Support secret manager references (e.g. 1Password op://) in MCP config and preserve user-defined claude() shell functions

Resolved 💬 2 comments Opened Mar 17, 2026 by sugano-masataka Closed Apr 15, 2026

Summary

When configuring MCP servers that require API keys, users currently need to set environment variables before launching Claude Code. A common approach is defining a claude() wrapper function in .zshrc to inject secrets from a password manager like 1Password CLI:

claude() {
  local api_key
  api_key="$(op item get '<item-id>' --field apiKey 2>/dev/null)"
  GOOGLE_DEVELOPER_KNOWLEDGE_API_KEY="$api_key" command claude "$@"
}

However, Claude Code redefines the claude shell function on exit (via shell integration), overwriting the user's wrapper. This forces users to either:

  • Rename their wrapper (losing the intuitive claude command name)
  • Re-source .zshrc after every session

Feature Request (either/both would solve this)

Option A: Native secret manager support in .mcp.json

Support secret references in MCP configuration, so users don't need wrapper functions at all:

// Example: 1Password CLI reference
{
  "mcpServers": {
    "google-developer-knowledge": {
      "type": "http",
      "url": "https://developerknowledge.googleapis.com/mcp",
      "headers": {
        "X-Goog-Api-Key": "op://vault/item/field"
      }
    }
  }
}

This could support:

  • 1Password CLI (op:// URIs or op item get calls)
  • Shell command substitution (e.g. { "$cmd": "op item get ... --field apiKey" })
  • Other secret managers (AWS Secrets Manager, Google Secret Manager, etc.)

Option B: Preserve user-defined claude() shell functions

Provide an option to prevent Claude Code's shell integration from overwriting user-defined claude() functions on exit. For example:

  • A setting like "preserveShellFunction": true
  • Or detecting and respecting existing user-defined claude() functions

Environment

  • Claude Code version: 2.1.76
  • Shell: zsh
  • OS: macOS (Darwin)

Use Case

Using the Google Developer Knowledge MCP server which requires an API key passed via HTTP header. The API key is stored in 1Password for security.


## Problem to work on
Only the lines with "Time" in them need to be copied from the listing.

## Data for the task

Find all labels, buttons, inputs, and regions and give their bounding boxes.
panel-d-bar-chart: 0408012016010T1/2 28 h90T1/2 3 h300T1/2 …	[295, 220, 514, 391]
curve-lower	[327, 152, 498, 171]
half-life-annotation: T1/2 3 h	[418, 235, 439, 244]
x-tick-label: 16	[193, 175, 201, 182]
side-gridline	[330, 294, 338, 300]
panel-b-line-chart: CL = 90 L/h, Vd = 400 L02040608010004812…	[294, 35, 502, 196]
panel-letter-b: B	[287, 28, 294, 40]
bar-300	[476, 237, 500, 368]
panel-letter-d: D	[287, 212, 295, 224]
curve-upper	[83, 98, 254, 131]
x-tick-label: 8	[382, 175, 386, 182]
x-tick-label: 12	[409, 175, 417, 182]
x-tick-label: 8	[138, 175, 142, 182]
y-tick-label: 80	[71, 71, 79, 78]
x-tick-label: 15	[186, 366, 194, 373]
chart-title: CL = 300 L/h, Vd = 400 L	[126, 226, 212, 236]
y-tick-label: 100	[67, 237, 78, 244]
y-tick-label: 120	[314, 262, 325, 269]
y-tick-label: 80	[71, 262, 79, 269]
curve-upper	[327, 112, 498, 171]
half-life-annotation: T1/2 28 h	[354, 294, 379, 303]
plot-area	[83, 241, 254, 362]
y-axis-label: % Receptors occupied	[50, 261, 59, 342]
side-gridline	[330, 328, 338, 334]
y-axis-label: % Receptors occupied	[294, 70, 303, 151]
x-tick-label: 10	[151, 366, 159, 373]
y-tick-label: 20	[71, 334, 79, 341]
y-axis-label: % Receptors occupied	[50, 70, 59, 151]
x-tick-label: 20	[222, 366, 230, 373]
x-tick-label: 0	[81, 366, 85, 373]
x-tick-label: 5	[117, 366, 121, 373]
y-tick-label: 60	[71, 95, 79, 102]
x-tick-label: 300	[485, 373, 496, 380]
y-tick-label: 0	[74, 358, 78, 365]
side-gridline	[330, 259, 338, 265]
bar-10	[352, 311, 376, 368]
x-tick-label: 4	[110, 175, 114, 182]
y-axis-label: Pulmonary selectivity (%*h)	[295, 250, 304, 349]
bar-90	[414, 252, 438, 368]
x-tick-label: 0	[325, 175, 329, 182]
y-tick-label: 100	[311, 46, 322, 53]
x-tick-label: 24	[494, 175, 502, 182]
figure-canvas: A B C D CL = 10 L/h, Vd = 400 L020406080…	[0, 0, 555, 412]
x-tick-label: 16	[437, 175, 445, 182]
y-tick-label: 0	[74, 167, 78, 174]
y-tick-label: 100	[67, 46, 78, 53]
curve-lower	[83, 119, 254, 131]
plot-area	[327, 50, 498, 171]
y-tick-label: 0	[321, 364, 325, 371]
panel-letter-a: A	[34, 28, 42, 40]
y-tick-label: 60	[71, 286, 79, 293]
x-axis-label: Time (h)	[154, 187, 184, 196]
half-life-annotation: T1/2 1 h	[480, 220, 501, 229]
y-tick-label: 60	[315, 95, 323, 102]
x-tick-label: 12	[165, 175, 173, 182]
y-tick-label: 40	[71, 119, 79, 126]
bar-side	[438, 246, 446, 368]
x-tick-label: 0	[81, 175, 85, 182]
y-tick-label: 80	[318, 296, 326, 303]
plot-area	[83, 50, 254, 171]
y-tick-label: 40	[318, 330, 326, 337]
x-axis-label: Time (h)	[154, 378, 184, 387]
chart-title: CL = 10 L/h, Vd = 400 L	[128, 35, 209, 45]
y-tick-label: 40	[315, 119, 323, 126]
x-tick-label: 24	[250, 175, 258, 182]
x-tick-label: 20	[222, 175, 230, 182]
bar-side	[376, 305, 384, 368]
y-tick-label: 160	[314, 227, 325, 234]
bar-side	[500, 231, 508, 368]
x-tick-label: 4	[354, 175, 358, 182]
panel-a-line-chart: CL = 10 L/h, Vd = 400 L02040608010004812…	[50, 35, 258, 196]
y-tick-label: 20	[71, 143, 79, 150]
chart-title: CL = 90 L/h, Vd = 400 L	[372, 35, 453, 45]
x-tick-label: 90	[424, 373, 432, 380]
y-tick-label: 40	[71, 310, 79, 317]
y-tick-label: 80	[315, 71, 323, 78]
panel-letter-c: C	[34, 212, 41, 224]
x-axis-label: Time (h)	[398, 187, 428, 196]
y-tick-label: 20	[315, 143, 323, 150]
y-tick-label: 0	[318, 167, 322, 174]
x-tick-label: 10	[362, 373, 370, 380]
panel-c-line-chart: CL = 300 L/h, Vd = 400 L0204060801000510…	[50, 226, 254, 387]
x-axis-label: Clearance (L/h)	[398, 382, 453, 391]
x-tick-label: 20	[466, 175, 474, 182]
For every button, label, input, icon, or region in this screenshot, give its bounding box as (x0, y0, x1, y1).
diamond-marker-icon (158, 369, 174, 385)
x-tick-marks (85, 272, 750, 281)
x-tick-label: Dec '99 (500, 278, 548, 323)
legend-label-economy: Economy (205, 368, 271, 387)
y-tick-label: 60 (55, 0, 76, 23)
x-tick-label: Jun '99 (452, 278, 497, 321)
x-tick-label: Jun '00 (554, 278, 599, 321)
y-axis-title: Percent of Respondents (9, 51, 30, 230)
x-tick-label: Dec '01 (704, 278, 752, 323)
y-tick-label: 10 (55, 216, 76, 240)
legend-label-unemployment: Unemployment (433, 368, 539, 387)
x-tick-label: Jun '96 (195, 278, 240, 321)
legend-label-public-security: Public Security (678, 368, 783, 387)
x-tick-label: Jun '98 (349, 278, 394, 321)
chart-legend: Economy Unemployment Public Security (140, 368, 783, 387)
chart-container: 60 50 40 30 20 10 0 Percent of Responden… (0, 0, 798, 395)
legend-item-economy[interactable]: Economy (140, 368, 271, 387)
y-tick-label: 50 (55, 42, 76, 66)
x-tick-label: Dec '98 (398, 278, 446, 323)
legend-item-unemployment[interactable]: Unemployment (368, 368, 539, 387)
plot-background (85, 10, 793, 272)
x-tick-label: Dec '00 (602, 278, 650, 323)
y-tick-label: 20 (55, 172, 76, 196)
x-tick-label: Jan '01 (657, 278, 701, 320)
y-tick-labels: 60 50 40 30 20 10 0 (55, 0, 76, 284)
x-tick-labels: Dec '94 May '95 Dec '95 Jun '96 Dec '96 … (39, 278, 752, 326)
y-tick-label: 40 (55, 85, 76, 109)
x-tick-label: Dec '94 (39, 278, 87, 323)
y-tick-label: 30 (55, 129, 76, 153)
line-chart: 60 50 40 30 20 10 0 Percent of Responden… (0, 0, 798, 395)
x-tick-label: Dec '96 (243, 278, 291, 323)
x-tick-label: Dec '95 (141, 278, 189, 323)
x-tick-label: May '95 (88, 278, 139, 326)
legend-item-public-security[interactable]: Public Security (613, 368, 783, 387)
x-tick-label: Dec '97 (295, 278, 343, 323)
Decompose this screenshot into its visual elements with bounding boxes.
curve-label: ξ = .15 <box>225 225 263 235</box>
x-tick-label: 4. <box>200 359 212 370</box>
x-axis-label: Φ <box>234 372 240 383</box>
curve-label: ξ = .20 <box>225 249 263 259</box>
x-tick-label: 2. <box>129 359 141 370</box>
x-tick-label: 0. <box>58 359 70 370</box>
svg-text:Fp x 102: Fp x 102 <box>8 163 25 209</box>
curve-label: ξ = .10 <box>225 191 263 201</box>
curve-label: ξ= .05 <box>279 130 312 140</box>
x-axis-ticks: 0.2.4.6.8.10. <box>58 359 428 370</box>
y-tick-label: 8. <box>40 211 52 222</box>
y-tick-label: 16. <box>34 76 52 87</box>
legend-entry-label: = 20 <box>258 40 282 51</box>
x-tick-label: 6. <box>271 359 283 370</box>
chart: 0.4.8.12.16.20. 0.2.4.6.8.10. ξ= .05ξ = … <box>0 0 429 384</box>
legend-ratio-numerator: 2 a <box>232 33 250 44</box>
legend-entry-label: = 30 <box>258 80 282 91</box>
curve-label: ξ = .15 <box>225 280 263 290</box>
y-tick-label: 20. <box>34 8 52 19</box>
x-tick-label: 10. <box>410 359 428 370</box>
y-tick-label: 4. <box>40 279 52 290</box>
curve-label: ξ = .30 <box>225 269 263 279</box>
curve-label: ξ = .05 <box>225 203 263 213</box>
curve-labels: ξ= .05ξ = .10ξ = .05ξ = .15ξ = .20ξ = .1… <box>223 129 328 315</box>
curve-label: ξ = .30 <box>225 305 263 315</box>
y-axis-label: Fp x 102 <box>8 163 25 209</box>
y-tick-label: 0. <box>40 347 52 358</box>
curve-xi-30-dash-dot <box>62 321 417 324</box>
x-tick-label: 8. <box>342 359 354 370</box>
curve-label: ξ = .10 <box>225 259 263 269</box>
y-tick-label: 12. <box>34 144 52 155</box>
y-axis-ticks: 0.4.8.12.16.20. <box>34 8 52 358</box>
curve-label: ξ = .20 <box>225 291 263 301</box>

## Answer section
x-axis-label: Time (h)	[154, 187, 184, 196]
x-axis-label: Time (h)	[154, 378, 184, 387]
x-axis-label: Time (h)	[398, 187, 428, 196]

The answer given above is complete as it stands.